Once again I’m in need of creating a navigation menu with drop downs. This time I’ve been working with Angular and using Foundation 4 for styling.
The Final Output
Because who doesn’t like dessert first
Here is the fiddle. http://jsfiddle.net/kmussel/evXFZ/
The Styling
The good news is Foundation basically has all the styles already done for you under the class of “top-bar” and “top-bar-section”. But since I needed to have this nav under the top bar I just copied most of the top-bar styles and put it under the “nav-menu” class. You can see some of the styles I copied over at the bottom of the css panel in the fiddle.
You can also test out using only foundation’s top-bar styling by uncommenting out the html in the fiddle and commenting out the other “nav” element. And then change the directive name from “navMenu” to “anavMenu”. Make sure the result panel is wide enough though cause foundation changes the css on small screen sizes when it comes to the top-bar.
Basically if all you do is include foundation’s css the only thing you have to make sure you do is change your html to have a “top-bar” class and then a nested “top-bar-section” class.
The AngularJS Goodness
If you’ve never worked with angular I definitely recommend it. But it can be frustrating especially dealing with directives (which is what we will be doing here). I think this guy is spot on with how learning angular will make you feel.
So I basically knew what I wanted to be able to do and that is in html write this:
<nav menu-data="menu"></nav>
and it spit out my entire navigation.
And so I could resuse the directive with other controllers I added an attribute to it that would reference the scope variable where the menu data would be which led me to have this:
<nav menu-data="menu" menu-data="menu"></nav>
The first directive I create then is the navMenu one.
app.directive('navMenu', ['$parse', '$compile', function($parse, $compile)
{
return {
restrict: 'E', //Element
scope:true,
link: function (scope, element, attrs)
{
scope.$watch( attrs.menuData, function(val)
{
var template = angular.element('<ul id="parentTreeNavigation"><li ng-repeat="node in ' + attrs.menuData + '" ng-class="{active:node.active && node.active==true, \'has-dropdown\': !!node.children && node.children.length}"><a ng-href="{{node.href}}" ng-click="{{node.click}}" target="{{node.target}}" >{{node.text}}</a><sub-navigation-tree></sub-navigation-tree></li></ul>');
var linkFunction = $compile(template);
linkFunction(scope);
element.html(null).append( template );
}, true );
}
}]);
In here i create the initial template. The template contains 2 other directives. Angular’s built-in “ng-repeat” and my other “sub-navigation-tree”. This is put inside a watch statement so if the menu changes it will be updated. The template is then compiled and linked to current scope and then appended to the current element.
This then compiles and links all the directives within that.
The Inner Directive handles the actual drop down part.
.directive('subNavigationTree', ['$compile', function($compile)
{
return {
restrict: 'E', //Element
scope:true,
link: function (scope, element, attrs)
{
scope.tree = scope.node;
if(scope.tree.children && scope.tree.children.length )
{
var template = angular.element('<ul class="dropdown "><li ng-repeat="node in tree.children" node-id={{node.' + attrs.nodeId + '}} ng-class="{active:node.active && node.active==true, \'has-dropdown\': !!node.children && node.children.length}"><a ng-href="{{node.href}}" ng-click="{{node.click}}" target="{{node.target}}" ng-bind-html-unsafe="node.text"></a><sub-navigation-tree tree="node"></sub-navigation-tree></li></ul>');
var linkFunction = $compile(template);
linkFunction(scope);
element.replaceWith( template );
}
else
{
element.remove();
}
}
};
}]);
Here you see the same thing with the template but it’s referencing itself now. The template is being linked to the current scope. This means that the directives within the template will be run using that scope. So ng-repeat=”node in tree.children” will be looping over scope.tree.children.
The ng-repeat then creates new scopes for each item and gives that scope access to the object through whatever you called it in your ng-repeat. In our case “node”. The scope that is created in the ng-repeat is the one that is passed to our directive.
Then if the current scope has children it does it all again with linking the template up with the current scope. It then replaces the current element with the template or removes it all together if there are no children.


#### The task:
Only an exact repeat of the listing, without its images, counts as the answer.

*** Records supplied Section Begins ***

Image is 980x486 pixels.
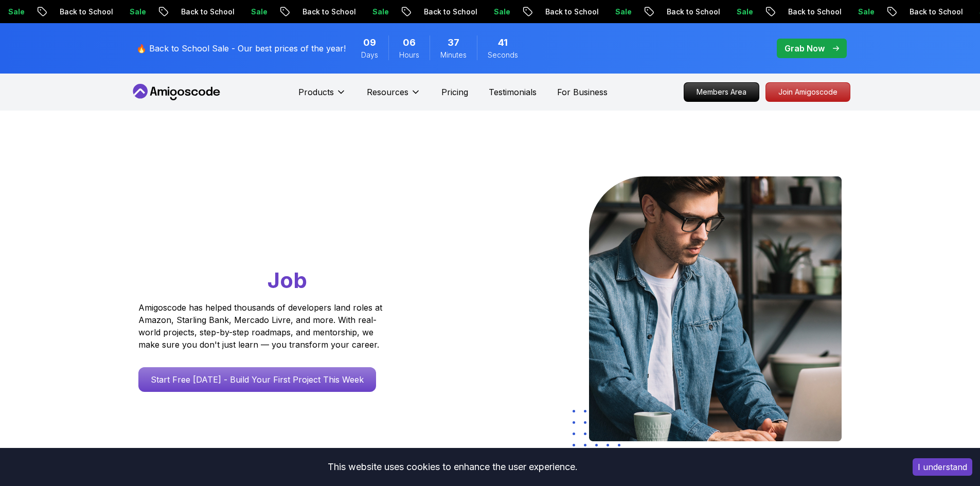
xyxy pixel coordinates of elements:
[361,50,378,60] span: Days
[363,36,376,50] span: 9 Days
[268,267,307,293] span: Job
[498,36,508,50] span: 41 Seconds
[766,83,850,101] p: Join Amigoscode
[298,86,334,98] p: Products
[557,86,608,98] a: For Business
[928,7,961,17] p: Sale
[858,7,928,17] p: Back to School
[130,7,199,17] p: Back to School
[251,7,321,17] p: Back to School
[367,86,409,98] p: Resources
[78,7,111,17] p: Sale
[8,7,78,17] p: Back to School
[298,86,347,107] button: Products
[494,7,564,17] p: Back to School
[785,42,825,54] p: Grab Now
[367,86,421,107] button: Resources
[488,50,518,60] span: Seconds
[136,42,346,54] p: 🔥 Back to School Sale - Our best prices of the year!
[372,7,443,17] p: Back to School
[403,36,415,50] span: 6 Hours
[807,7,840,17] p: Sale
[684,82,759,102] a: Members Area
[616,7,685,17] p: Back to School
[400,50,419,60] span: Hours
[138,301,386,351] p: Amigoscode has helped thousands of developers land roles at Amazon, Starling Bank, Mercado Livre,...
[321,7,354,17] p: Sale
[737,7,807,17] p: Back to School
[564,7,597,17] p: Sale
[441,86,468,98] a: Pricing
[685,7,718,17] p: Sale
[589,176,842,441] img: hero
[138,367,376,392] a: Start Free [DATE] - Build Your First Project This Week
[443,7,475,17] p: Sale
[912,458,973,475] button: Accept cookies
[8,456,897,478] div: This website uses cookies to enhance the user experience.
[138,176,422,295] h1: Go From Learning to Hired: Master Java, Spring Boot & Cloud Skills That Get You the
[448,36,459,50] span: 37 Minutes
[199,7,233,17] p: Sale
[441,50,466,60] span: Minutes
[765,82,851,102] a: Join Amigoscode
[684,83,759,101] p: Members Area
[489,86,537,98] a: Testimonials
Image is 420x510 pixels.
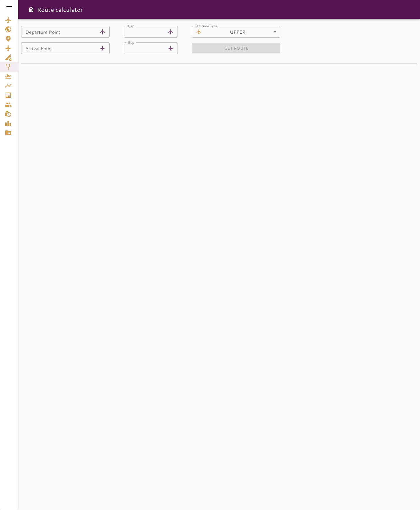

*** Records supplied Section Ends ***

#### Response to the exercise:
Image is 980x486 pixels.
xyxy pixel coordinates of elements:
[361,50,378,60] span: Days
[363,36,376,50] span: 9 Days
[268,267,307,293] span: Job
[498,36,508,50] span: 41 Seconds
[766,83,850,101] p: Join Amigoscode
[298,86,334,98] p: Products
[557,86,608,98] a: For Business
[928,7,961,17] p: Sale
[858,7,928,17] p: Back to School
[130,7,199,17] p: Back to School
[251,7,321,17] p: Back to School
[367,86,409,98] p: Resources
[78,7,111,17] p: Sale
[8,7,78,17] p: Back to School
[298,86,347,107] button: Products
[494,7,564,17] p: Back to School
[785,42,825,54] p: Grab Now
[367,86,421,107] button: Resources
[488,50,518,60] span: Seconds
[136,42,346,54] p: 🔥 Back to School Sale - Our best prices of the year!
[372,7,443,17] p: Back to School
[403,36,415,50] span: 6 Hours
[807,7,840,17] p: Sale
[684,82,759,102] a: Members Area
[616,7,685,17] p: Back to School
[400,50,419,60] span: Hours
[138,301,386,351] p: Amigoscode has helped thousands of developers land roles at Amazon, Starling Bank, Mercado Livre,...
[321,7,354,17] p: Sale
[737,7,807,17] p: Back to School
[564,7,597,17] p: Sale
[441,86,468,98] a: Pricing
[685,7,718,17] p: Sale
[589,176,842,441] img: hero
[138,367,376,392] a: Start Free [DATE] - Build Your First Project This Week
[443,7,475,17] p: Sale
[912,458,973,475] button: Accept cookies
[8,456,897,478] div: This website uses cookies to enhance the user experience.
[138,176,422,295] h1: Go From Learning to Hired: Master Java, Spring Boot & Cloud Skills That Get You the
[448,36,459,50] span: 37 Minutes
[199,7,233,17] p: Sale
[441,50,466,60] span: Minutes
[765,82,851,102] a: Join Amigoscode
[684,83,759,101] p: Members Area
[489,86,537,98] a: Testimonials
Image is 420x510 pixels.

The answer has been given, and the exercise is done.